"St. Louis Exposition Building---In the early eighties this building was one of the most popular resorts in the city. Every fall the St. Louis Exposition was held here, and the Music Hall which was a part of the structure was in use for concerts, lectures and other entertainment on occasion. The Public Library now occupies this site. (By courtesy of the Missouri Historical Society.)"

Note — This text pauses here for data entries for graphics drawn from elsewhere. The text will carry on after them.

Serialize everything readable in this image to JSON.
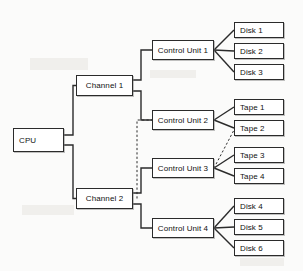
{
  "diagram": {
    "type": "block-diagram",
    "line_color": "#2b2b2b",
    "box_fill": "#ffffff",
    "background": "#fbfbfa",
    "nodes": [
      {
        "id": "cpu",
        "label": "CPU",
        "x": 13,
        "y": 128,
        "w": 51,
        "h": 24,
        "align": "pad-left"
      },
      {
        "id": "ch1",
        "label": "Channel 1",
        "x": 76,
        "y": 75,
        "w": 57,
        "h": 21,
        "align": "center"
      },
      {
        "id": "ch2",
        "label": "Channel 2",
        "x": 76,
        "y": 188,
        "w": 57,
        "h": 21,
        "align": "center"
      },
      {
        "id": "cu1",
        "label": "Control Unit 1",
        "x": 152,
        "y": 40,
        "w": 62,
        "h": 20,
        "align": "center"
      },
      {
        "id": "cu2",
        "label": "Control Unit 2",
        "x": 152,
        "y": 110,
        "w": 62,
        "h": 20,
        "align": "center"
      },
      {
        "id": "cu3",
        "label": "Control Unit 3",
        "x": 152,
        "y": 158,
        "w": 62,
        "h": 20,
        "align": "center"
      },
      {
        "id": "cu4",
        "label": "Control Unit 4",
        "x": 152,
        "y": 218,
        "w": 62,
        "h": 20,
        "align": "center"
      },
      {
        "id": "dsk1",
        "label": "Disk 1",
        "x": 234,
        "y": 22,
        "w": 50,
        "h": 16,
        "align": "pad-left"
      },
      {
        "id": "dsk2",
        "label": "Disk 2",
        "x": 234,
        "y": 43,
        "w": 50,
        "h": 16,
        "align": "pad-left"
      },
      {
        "id": "dsk3",
        "label": "Disk 3",
        "x": 234,
        "y": 64,
        "w": 50,
        "h": 16,
        "align": "pad-left"
      },
      {
        "id": "tp1",
        "label": "Tape 1",
        "x": 234,
        "y": 99,
        "w": 50,
        "h": 16,
        "align": "pad-left"
      },
      {
        "id": "tp2",
        "label": "Tape 2",
        "x": 234,
        "y": 120,
        "w": 50,
        "h": 16,
        "align": "pad-left"
      },
      {
        "id": "tp3",
        "label": "Tape 3",
        "x": 234,
        "y": 147,
        "w": 50,
        "h": 16,
        "align": "pad-left"
      },
      {
        "id": "tp4",
        "label": "Tape 4",
        "x": 234,
        "y": 168,
        "w": 50,
        "h": 16,
        "align": "pad-left"
      },
      {
        "id": "dsk4",
        "label": "Disk 4",
        "x": 234,
        "y": 198,
        "w": 50,
        "h": 16,
        "align": "pad-left"
      },
      {
        "id": "dsk5",
        "label": "Disk 5",
        "x": 234,
        "y": 219,
        "w": 50,
        "h": 16,
        "align": "pad-left"
      },
      {
        "id": "dsk6",
        "label": "Disk 6",
        "x": 234,
        "y": 240,
        "w": 50,
        "h": 16,
        "align": "pad-left"
      }
    ],
    "connections": [
      {
        "id": "cpu-ch1",
        "from": "cpu",
        "to": "ch1",
        "style": "solid",
        "path": "M 64 135 L 73 135 L 73 85.5 L 76 85.5"
      },
      {
        "id": "cpu-ch2",
        "from": "cpu",
        "to": "ch2",
        "style": "solid",
        "path": "M 64 145 L 73 145 L 73 198.5 L 76 198.5"
      },
      {
        "id": "ch1-cu1",
        "from": "ch1",
        "to": "cu1",
        "style": "solid",
        "path": "M 133 80 L 141 80 L 141 50 L 152 50"
      },
      {
        "id": "ch1-cu2",
        "from": "ch1",
        "to": "cu2",
        "style": "solid",
        "path": "M 133 91 L 141 91 L 141 120 L 152 120"
      },
      {
        "id": "ch2-cu3",
        "from": "ch2",
        "to": "cu3",
        "style": "solid",
        "path": "M 133 193 L 141 193 L 141 168 L 152 168"
      },
      {
        "id": "ch2-cu4",
        "from": "ch2",
        "to": "cu4",
        "style": "solid",
        "path": "M 133 204 L 141 204 L 141 228 L 152 228"
      },
      {
        "id": "ch2-cu2",
        "from": "ch2",
        "to": "cu2",
        "style": "dashed",
        "path": "M 137 198.5 L 137 120 L 152 120"
      },
      {
        "id": "cu1-dsk1",
        "from": "cu1",
        "to": "dsk1",
        "style": "solid",
        "path": "M 214 50 L 234 30"
      },
      {
        "id": "cu1-dsk2",
        "from": "cu1",
        "to": "dsk2",
        "style": "solid",
        "path": "M 214 50 L 234 51"
      },
      {
        "id": "cu1-dsk3",
        "from": "cu1",
        "to": "dsk3",
        "style": "solid",
        "path": "M 214 50 L 234 72"
      },
      {
        "id": "cu2-tp1",
        "from": "cu2",
        "to": "tp1",
        "style": "solid",
        "path": "M 214 120 L 234 107"
      },
      {
        "id": "cu2-tp2",
        "from": "cu2",
        "to": "tp2",
        "style": "solid",
        "path": "M 214 120 L 234 128"
      },
      {
        "id": "cu3-tp3",
        "from": "cu3",
        "to": "tp3",
        "style": "solid",
        "path": "M 214 168 L 234 155"
      },
      {
        "id": "cu3-tp4",
        "from": "cu3",
        "to": "tp4",
        "style": "solid",
        "path": "M 214 168 L 234 176"
      },
      {
        "id": "cu3-tp2",
        "from": "cu3",
        "to": "tp2",
        "style": "dashed",
        "path": "M 214 168 L 234 130"
      },
      {
        "id": "cu4-dsk4",
        "from": "cu4",
        "to": "dsk4",
        "style": "solid",
        "path": "M 214 228 L 234 206"
      },
      {
        "id": "cu4-dsk5",
        "from": "cu4",
        "to": "dsk5",
        "style": "solid",
        "path": "M 214 228 L 234 227"
      },
      {
        "id": "cu4-dsk6",
        "from": "cu4",
        "to": "dsk6",
        "style": "solid",
        "path": "M 214 228 L 234 248"
      }
    ]
  }
}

"Olive and Fourteenth, looking east on Olive. A Turners' parade is passing St. Louis Exposition Hall which was 1884's counterpart of Kiel Auditorium. In 1883, a Mercantile Club meeting decided to erect an exposition building, and the $1,000,000 edifice was built in 1883-84 on the 6-acre Missouri Park bounded by Olive, St. Charles, Thirteenth and Fourteenth (now the Public Library, Locust stret, and Lucas Sunken Garden). The music hall, in the center of the building, had 3507 seats and could crowd in 2000 standees. Annual exhibitions of machinery and manufactures were held here each fall in conjunction with the old Fair. Music Hall patrons were treated to the strains of Gilmore's 65-piece band until 1893 when Col. Patrick Sarsfield Gilmore died here during the festival and was succeeded by John Phillip Sousa's band. The hall was a meeting place for conventions and public gatherings of all kinds until it was razed in 1907. This picture dates from about Spanish-American War times."
"The Grand Music Hall of the Exposition Building, Thirteenth and Olive, was where Col. Patrick Gilmore's 100-piece band played to capacity crowds in the early 1890s. Hall had 3507 numbered seats."